ID:186961
 
Imageready pumps out less-than-quick gifs when it comes to live-action...

A friend of mine showed me a gif he found : here

See how fast that is? Now look at this one: here and here

See how those looks a lot less speedy?

What I'm getting at is how do I make these super speedy GIF images? Imageready will not produce anything of that speed... I want to make GIFs like the first one! XD

[EDIT]

Now look - I loaded that really fats gif into Imaeready and exported it with "No delay" selected as the default interval (0 seconds) and look what I get! : here

~Kujila
The first one was definately faster than you think could be possible with dial-up, but, unfortunately I have no idea how to make that happen unless your really good at stuff like that. believe me, I wish that AOL would start using that kind of graphics in its music video section.
Flash MX 2004 can make animated .gifs of ANY speed.
In response to Artekia
Ok, thanks I will look into that! :)

~Kujila
I export video clips as uncompressed AVI's and then I open it in imageready and set it to "every 3rd frame" and it makes it really smooth and fast :D

Here's a long one (500 kb) with "every 4th frame" enabled. here

~Kujila
In response to Kujila
mmmm..... Epyon....
In response to Jamesburrow
Your connection speed has nothing to do with how fast gifs are animated. If it did, you'd be viewing a streaming image, and I don't think they make streaming .gifs.

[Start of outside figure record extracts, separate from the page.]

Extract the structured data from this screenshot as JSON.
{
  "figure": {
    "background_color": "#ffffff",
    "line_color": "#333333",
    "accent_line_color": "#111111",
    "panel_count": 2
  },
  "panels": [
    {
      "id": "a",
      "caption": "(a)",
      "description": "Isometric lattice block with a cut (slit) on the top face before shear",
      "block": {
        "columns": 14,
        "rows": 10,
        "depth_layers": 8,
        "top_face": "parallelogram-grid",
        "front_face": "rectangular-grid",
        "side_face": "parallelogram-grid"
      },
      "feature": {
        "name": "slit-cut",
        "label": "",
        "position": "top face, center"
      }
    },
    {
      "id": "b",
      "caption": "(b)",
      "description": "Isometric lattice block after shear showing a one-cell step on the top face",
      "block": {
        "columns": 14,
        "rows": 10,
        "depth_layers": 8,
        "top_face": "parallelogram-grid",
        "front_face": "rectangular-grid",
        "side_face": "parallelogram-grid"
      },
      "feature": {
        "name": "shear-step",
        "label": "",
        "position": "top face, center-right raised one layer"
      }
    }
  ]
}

Your connection speed only determines how fast you can download the files from the webserver.
In response to Ter13
...and another.

Around 360 kb this time w/ a sexy Kujila overlay =P

~Kujila
In response to Ter13
Some browsers at least can animate the GIF frame-by-frame as it downloads. If you watch a really long looped GIF animation load up on a slowish connection, it will start out slow and jerky the first play-through; then when it loops around the second time, it suddenly speeds up. So yeah, GIFs can be sort of streamed. =) (I assume that the frames are stored sequentially in the image file, which is why that can happen.)
In response to Crispy
That's taking my statement too technically. As I said, your connection speed only affects how long they take to download. Since it is still downloading it bit by bit, your browser is only showing what it has downloaded --just like a web page. Therefore, my statement still stands.
In response to Ter13
There's no need to be so defensive. I was just pointing something out, and I never said you were completely wrong. You're just not entirely right. =)

Besides:

Ter13 wrote:
> Your connection speed has nothing to do with how fast gifs are animated.

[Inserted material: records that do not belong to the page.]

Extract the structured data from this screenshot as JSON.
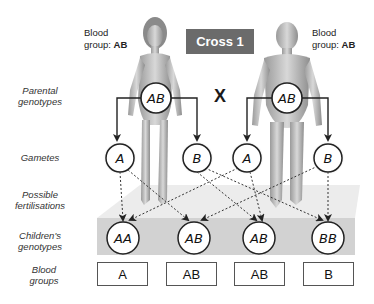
{
  "title": "Cross 1",
  "cross_symbol": "X",
  "parents": [
    {
      "side": "left",
      "figure": "female",
      "blood_group_label": "Blood",
      "blood_group_label2": "group:",
      "blood_group_value": "AB",
      "genotype": "AB"
    },
    {
      "side": "right",
      "figure": "male",
      "blood_group_label": "Blood",
      "blood_group_label2": "group:",
      "blood_group_value": "AB",
      "genotype": "AB"
    }
  ],
  "row_labels": {
    "parental_genotypes": [
      "Parental",
      "genotypes"
    ],
    "gametes": [
      "Gametes"
    ],
    "possible_fertilisations": [
      "Possible",
      "fertilisations"
    ],
    "childrens_genotypes": [
      "Children's",
      "genotypes"
    ],
    "blood_groups": [
      "Blood",
      "groups"
    ]
  },
  "gametes": [
    "A",
    "B",
    "A",
    "B"
  ],
  "children": [
    {
      "genotype": "AA",
      "blood_group": "A"
    },
    {
      "genotype": "AB",
      "blood_group": "AB"
    },
    {
      "genotype": "AB",
      "blood_group": "AB"
    },
    {
      "genotype": "BB",
      "blood_group": "B"
    }
  ],
  "colors": {
    "title_box": "#6b6b6b",
    "platform_light": "#e6e6e6",
    "platform_dark": "#cfcfcf",
    "line": "#222222"
  }
}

1. Your connection speed affects how fast the GIF is downloaded. [by definition]
2. How fast the GIF is downloaded does affect how fast the first play-through of the animation is played. [by observation]
3. Therefore, combining (1) and (2), the connection speed sometimes DOES have something to do with how fast GIFs are animated.
4. Point (3) contradicts your original statement.

QED. =P
In response to Crispy
Ah... I see now I should have said "almost nothing"... Ah well.
In response to Ter13
Kiss, make up, and watch TV!

~Kujila
It's mainly just the frame rate, I'm not a big gif animator, but if you were to lower the amount of frames and take out unnecessary ones when playing, then it will appear a lot faster, or should at least.
In response to Crispy
so, if I let it play through then gop back to it, I can listen/watch the music videos without it stopping all the itme for a few seconds? Thank you for that advice, I will store it forever in my memory. :)
In response to Jamesburrow
Yup. Works for most streaming content, not just GIFs. (Some players won't let you pause and still keep downloading, which is really annoying; but you can minimize the window and turn the sound off while it plays if that's a huge problem.)